"Is he, though?" the other exclaimed, brightening sensibly. "Thank you, Knott. It is a very great relief to me to hear that."
"Only a man with a remarkably sound constitution could have pulled round. I quite own he's been very hard hit, and no wonder. Typhoid and complications——"
"Ah! complications?" inquired Lord Fallowfeild, who rarely let slip an opportunity of acquiring information of a pathological description.
"Yes, complications. Of the sort that are most difficult to deal with, emotional and moral—beginning with his engagement to Lady Constance——"
"Oh, dear me!"—this, piteously, from that lady's father.
"And ending—his Satanic Majesty knows where! I don't. It's no concern of mine, nor of any one else's in my opinion. He has paid his footing—every man has to pay it, sooner or later—to life and experience, and personal acquaintance with the thou shalt not which, for cause unknown, goes for so almighty much in this very queer business of human existence. He has had a rough time, never doubt that, with his high-strung, arrogant, sensitive nature and the dirty trick played on him by that heartless jade, Dame Fortune, before his birth. For the time, this illness had knocked the wind out of him. If he sulks for a bit, small blame to him. But he'll come round. He is coming round day by day."

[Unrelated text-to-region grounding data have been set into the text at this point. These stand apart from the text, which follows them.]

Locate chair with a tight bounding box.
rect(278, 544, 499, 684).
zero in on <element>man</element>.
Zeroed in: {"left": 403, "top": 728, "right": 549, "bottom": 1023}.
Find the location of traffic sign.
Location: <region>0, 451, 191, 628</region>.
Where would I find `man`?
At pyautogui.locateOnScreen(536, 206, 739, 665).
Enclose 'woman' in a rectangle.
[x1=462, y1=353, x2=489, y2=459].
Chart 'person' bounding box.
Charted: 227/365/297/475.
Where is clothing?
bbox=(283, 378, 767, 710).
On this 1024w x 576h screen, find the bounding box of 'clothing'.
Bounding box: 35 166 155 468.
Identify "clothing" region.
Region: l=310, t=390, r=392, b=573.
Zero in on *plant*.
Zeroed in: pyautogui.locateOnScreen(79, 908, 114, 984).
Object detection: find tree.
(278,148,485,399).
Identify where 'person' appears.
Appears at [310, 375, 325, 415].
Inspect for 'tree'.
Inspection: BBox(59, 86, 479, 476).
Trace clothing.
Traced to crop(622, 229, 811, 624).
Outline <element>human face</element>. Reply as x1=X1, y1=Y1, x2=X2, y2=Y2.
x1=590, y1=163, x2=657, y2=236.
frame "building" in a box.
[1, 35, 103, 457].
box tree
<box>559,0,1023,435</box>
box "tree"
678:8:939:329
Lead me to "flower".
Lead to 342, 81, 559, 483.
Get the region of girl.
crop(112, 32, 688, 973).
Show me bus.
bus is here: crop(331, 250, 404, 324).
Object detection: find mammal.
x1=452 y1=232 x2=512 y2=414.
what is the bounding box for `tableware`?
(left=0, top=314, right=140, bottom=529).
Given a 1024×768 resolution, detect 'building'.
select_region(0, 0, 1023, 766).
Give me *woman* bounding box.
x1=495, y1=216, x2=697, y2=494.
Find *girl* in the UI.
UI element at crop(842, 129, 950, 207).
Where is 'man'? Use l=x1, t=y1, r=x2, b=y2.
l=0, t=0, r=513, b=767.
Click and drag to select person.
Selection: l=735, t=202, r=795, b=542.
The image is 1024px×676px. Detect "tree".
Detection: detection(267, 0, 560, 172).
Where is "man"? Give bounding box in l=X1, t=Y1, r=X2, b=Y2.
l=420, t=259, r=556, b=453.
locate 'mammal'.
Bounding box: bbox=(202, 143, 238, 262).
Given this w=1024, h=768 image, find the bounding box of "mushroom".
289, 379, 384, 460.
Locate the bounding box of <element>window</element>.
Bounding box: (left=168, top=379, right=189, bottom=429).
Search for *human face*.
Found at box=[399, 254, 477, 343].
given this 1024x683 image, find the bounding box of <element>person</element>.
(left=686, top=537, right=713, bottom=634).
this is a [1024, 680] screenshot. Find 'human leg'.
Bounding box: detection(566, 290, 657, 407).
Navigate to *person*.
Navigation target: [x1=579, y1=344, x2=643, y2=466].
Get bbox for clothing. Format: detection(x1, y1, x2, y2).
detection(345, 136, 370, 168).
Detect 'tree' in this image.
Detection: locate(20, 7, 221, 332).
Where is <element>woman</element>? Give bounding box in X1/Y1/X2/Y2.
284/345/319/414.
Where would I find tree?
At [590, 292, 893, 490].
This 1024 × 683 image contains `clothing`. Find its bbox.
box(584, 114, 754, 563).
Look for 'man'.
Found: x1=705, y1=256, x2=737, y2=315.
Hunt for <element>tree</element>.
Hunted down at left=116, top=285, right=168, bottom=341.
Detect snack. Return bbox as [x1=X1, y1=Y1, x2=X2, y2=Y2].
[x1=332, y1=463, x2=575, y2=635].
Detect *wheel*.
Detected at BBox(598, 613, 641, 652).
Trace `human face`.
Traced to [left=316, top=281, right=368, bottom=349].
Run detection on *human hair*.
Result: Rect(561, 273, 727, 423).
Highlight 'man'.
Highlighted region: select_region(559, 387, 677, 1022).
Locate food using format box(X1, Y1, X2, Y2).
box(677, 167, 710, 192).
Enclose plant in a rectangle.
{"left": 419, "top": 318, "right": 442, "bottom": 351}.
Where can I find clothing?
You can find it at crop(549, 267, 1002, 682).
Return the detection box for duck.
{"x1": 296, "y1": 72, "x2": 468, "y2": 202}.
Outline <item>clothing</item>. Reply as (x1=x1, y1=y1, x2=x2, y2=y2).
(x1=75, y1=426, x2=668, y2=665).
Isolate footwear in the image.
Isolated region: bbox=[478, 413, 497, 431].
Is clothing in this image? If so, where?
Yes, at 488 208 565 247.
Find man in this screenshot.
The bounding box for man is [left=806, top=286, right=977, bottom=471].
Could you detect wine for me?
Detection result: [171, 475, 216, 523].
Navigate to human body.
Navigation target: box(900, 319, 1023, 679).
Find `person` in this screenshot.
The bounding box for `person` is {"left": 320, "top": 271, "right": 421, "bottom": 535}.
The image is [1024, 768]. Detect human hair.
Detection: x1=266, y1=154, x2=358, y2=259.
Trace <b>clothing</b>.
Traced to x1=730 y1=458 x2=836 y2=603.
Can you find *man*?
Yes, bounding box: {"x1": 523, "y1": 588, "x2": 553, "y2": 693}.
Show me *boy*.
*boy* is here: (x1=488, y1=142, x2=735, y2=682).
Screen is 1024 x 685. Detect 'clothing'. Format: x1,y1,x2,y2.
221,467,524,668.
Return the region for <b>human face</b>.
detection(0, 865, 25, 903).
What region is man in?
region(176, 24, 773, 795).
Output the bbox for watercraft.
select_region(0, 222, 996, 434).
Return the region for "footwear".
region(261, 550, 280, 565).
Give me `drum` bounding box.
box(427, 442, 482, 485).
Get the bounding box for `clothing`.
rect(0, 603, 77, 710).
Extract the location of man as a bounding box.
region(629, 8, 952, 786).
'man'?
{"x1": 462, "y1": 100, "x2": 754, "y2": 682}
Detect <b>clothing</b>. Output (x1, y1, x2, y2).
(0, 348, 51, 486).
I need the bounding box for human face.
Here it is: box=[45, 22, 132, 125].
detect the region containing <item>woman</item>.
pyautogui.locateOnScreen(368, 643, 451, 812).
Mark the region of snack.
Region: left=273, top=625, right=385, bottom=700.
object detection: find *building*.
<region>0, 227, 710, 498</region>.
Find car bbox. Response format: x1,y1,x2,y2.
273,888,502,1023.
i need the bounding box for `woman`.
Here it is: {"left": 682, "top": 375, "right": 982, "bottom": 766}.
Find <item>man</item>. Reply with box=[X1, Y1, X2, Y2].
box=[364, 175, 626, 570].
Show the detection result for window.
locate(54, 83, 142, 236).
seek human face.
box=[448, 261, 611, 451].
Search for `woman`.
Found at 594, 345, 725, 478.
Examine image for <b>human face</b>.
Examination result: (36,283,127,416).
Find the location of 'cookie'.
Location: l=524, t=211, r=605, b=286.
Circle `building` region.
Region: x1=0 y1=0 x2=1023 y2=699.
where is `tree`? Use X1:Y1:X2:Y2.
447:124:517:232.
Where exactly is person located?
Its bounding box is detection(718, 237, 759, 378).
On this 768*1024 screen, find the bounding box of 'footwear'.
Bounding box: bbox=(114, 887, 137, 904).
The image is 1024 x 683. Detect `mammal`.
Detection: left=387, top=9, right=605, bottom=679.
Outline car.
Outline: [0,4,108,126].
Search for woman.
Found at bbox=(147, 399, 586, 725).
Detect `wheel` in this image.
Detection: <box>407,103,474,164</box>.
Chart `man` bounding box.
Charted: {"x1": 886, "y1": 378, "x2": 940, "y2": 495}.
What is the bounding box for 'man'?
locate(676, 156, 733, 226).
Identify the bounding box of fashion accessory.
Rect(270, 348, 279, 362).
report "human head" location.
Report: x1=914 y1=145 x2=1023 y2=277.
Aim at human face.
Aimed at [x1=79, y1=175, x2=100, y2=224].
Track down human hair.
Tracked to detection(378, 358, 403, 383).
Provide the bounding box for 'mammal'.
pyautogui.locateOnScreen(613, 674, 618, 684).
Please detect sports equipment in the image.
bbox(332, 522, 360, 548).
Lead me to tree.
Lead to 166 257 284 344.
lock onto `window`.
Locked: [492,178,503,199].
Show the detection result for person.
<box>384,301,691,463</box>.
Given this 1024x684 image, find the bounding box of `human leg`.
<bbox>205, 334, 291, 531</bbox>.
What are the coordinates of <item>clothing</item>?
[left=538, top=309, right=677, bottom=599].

As he finished speaking the doctor got on to his feet somewhat awkwardly. His subject had affected him more deeply than he quite cared either to own to himself or to have others see.
"That plaguy sciatic nerve again!" he growled.
Lord Fallowfeild had risen also.—"Capable man, Knott, but rather rough at times, rather too didactic," he said to himself, as he turned to greet Miss St. Quentin. She had strolled in from the hall. Her charming face was full of merriment. There was something altogether gallant in the carriage of her small head.
"I was so awfully glad to see Lord Shotover!" she said, as she gave her hand to that gentleman's father. "It's an age since he and I have met."